In response to “write about a memory where we feel like we worked enough”, I wrote,
She found it difficult to find the beginnings and ends of things. Once she asked her friend when he knew a painting was done, and he said, “Why do bands break up?” She wished that there was an instrument she could craft that could calculate the exact amount of time a task should take in relation to its value and in the context of the other things on the docket. It would beep when the task is done, and you could put that away knowing that you did your best with the time allotted and the energy and resources you had. She majored in Painting though, not in Art and Technology, so she can’t actually make this tool. Instead, she just carries on with a task until it’s over. Many things take longer than they should, but some things stay in their place. Usually, one or two things are done poorly, but that’s ok. It’s hard to keep things together and everyone is allowed some mistakes.[x]

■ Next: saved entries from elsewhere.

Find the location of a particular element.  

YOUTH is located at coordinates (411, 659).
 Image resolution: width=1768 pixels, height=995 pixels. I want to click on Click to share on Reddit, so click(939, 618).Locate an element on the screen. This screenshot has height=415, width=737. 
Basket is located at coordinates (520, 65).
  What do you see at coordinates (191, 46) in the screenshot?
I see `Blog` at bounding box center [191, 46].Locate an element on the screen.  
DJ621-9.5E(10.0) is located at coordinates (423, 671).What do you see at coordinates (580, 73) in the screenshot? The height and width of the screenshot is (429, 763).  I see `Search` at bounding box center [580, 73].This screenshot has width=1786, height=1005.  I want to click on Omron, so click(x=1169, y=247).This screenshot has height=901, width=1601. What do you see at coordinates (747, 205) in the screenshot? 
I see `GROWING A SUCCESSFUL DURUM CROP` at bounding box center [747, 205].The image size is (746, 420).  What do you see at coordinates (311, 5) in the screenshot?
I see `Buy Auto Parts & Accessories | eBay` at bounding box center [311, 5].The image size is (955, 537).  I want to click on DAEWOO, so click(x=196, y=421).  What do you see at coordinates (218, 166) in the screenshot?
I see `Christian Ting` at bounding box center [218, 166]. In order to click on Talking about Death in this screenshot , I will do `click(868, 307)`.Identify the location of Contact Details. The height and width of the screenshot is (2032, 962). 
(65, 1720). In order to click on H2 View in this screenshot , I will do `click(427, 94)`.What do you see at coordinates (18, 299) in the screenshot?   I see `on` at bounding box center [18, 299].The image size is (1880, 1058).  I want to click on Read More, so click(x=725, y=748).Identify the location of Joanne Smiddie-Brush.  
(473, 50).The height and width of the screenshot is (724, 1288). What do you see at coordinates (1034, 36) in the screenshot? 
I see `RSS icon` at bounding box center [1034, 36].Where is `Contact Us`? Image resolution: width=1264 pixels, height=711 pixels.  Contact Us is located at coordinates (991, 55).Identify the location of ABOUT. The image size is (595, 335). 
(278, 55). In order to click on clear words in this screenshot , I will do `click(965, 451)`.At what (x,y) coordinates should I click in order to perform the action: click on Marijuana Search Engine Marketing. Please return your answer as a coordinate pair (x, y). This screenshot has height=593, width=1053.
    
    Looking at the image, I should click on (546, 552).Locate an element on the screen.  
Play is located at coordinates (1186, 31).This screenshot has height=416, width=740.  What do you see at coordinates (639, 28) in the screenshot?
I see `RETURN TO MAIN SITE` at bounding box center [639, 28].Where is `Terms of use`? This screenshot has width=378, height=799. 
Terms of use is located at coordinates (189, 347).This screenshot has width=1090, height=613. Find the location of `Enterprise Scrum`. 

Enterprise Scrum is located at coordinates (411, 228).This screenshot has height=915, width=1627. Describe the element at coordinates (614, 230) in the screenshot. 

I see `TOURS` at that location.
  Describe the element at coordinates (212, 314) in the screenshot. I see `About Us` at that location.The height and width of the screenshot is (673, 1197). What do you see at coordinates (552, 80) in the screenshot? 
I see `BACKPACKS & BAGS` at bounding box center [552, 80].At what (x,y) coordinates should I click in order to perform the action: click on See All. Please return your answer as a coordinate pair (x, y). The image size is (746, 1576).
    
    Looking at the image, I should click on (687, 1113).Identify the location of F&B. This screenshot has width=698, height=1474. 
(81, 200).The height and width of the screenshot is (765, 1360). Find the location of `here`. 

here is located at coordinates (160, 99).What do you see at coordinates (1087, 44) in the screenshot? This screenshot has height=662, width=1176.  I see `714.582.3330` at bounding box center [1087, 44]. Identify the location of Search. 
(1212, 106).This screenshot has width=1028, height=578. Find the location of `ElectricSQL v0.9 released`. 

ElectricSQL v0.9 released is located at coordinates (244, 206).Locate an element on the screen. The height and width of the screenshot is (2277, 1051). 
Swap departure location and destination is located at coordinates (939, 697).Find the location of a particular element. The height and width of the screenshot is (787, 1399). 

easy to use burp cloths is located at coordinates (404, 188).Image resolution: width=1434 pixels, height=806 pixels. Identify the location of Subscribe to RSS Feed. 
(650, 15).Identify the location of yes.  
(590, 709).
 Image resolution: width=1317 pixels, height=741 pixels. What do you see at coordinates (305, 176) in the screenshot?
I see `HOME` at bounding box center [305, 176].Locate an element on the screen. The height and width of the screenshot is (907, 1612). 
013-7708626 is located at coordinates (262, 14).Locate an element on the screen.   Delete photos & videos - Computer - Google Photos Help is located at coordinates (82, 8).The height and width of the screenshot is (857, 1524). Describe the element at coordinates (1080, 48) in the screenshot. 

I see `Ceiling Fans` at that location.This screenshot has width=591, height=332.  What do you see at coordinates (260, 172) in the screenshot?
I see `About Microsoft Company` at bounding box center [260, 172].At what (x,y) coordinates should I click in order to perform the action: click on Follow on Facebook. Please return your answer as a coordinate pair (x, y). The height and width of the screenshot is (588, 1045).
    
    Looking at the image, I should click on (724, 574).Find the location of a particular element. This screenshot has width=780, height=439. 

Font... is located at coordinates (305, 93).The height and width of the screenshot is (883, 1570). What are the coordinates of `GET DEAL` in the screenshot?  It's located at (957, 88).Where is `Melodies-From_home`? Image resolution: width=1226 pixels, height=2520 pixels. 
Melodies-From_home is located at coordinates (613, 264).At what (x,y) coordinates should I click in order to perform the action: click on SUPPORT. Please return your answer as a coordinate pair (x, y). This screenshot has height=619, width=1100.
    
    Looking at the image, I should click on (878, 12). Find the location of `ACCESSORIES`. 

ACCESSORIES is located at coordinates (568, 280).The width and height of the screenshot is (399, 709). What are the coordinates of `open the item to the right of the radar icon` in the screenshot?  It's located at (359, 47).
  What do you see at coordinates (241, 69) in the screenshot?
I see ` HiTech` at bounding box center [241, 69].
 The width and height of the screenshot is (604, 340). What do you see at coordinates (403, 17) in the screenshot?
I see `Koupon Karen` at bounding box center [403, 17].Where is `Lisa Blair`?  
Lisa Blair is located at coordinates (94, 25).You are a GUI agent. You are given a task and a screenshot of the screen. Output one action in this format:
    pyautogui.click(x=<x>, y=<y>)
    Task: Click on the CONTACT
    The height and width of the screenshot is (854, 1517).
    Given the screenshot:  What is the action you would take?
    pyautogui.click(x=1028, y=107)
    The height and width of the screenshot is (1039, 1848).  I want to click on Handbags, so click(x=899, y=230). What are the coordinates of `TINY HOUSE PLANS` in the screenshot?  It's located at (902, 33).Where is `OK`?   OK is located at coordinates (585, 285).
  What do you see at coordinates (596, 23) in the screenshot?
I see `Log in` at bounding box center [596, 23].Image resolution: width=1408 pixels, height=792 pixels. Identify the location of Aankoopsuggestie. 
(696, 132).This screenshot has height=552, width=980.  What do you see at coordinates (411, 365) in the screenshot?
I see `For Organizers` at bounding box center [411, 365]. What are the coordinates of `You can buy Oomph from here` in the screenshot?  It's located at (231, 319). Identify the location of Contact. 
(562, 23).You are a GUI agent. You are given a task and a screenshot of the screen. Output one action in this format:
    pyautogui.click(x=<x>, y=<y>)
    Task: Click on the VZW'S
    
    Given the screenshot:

In my interview with Fiona, I asked her why she makes work about time, and she responded,
I think because it's the main example for me, of how fuckin’ absurd the world is, like, there's this thing that we call time, but we don't really know what it is. But yet it totally dictates nearly every aspect of our lives. So, like how can you even begin to comprehend that? I feel like maybe art can be a way to tackle that. But then that's really problematic, because I am the worst at internalizing that kind of time management logic, you know?
Like, last night, I was like, “Okay, I'm not Skyping Kelly till 11. So, I'll get up at eight, and I'll have a shower, and I'll bring my maternity benefit forms to the dole office, and then I'll have that job done before I talk to her. And then after I talk to her, I can do a couple of hours in the studio and have dinner ready for Aiden early, so that we still have the evening, and we can sort out the studio because we need to turn it into a nursery…” I was like, “Yeah!” And then when I woke up this morning, I had a nosebleed and a headache and I just couldn't function. So I stayed in bed but I spent the whole time staying in bed going, “Oh God, I should have done my day, I had this planned. And oh, God, no, I'm going to have to go to the dole office after I’ve talked to Kelly and that's gonna take up my whole... Oh God time, ahhhh.”
So why time? 'Cause… it's a coping mechanism. Making work about time is a way for me to deal with this thing that we call time that causes so many problems. Yeah, so just the feeling of always having to monopolize it, always having to use it to its best you know, like, get the most out of it. And really, this really productive, like Neoliberal ideology applied to human experience, you know? Like, time is just human experience. Yeah, that's it. Time is a bit like art, really, I suppose. It's just a bit silly.[xi]
Kelly Lloyd
[i] “Interview with Gordon Hall” Kelly Lloyd. February 15, 2021. https://www.thisthingwecallart.com/podcast/gordon-hall
[ii] Ibid.
[iii] Ibid.
[iv] Ibid.
[v] “Interview with Nicole Morris” Kelly Lloyd. February 25, 2021. https://www.thisthingwecallart.com/podcast/nicole-morris
[vi] Max Ehrmann, “Desiderata” All Poetry. https://allpoetry.com/desiderata---words-for-life (Accessed March 19, 2022)
[vii] “Interview with Nicole Morris” Kelly Lloyd. February 25, 2021. https://www.thisthingwecallart.com/podcast/nicole-morris
[viii] Ibid.
[ix] Karin Hansson, “Remembering (Art) Work: Collective Memory-Work in Higher Arts Education and Research”, Other Education: The Journal of Educational Alternatives, Volume 9, Issue 1 (2020). https://www.othereducation.org/index.php/OE/article/view/256 (Accessed March 19, 2022)
[x] Kelly Lloyd, “A Time When I Worked Enough”. April 13, 2021.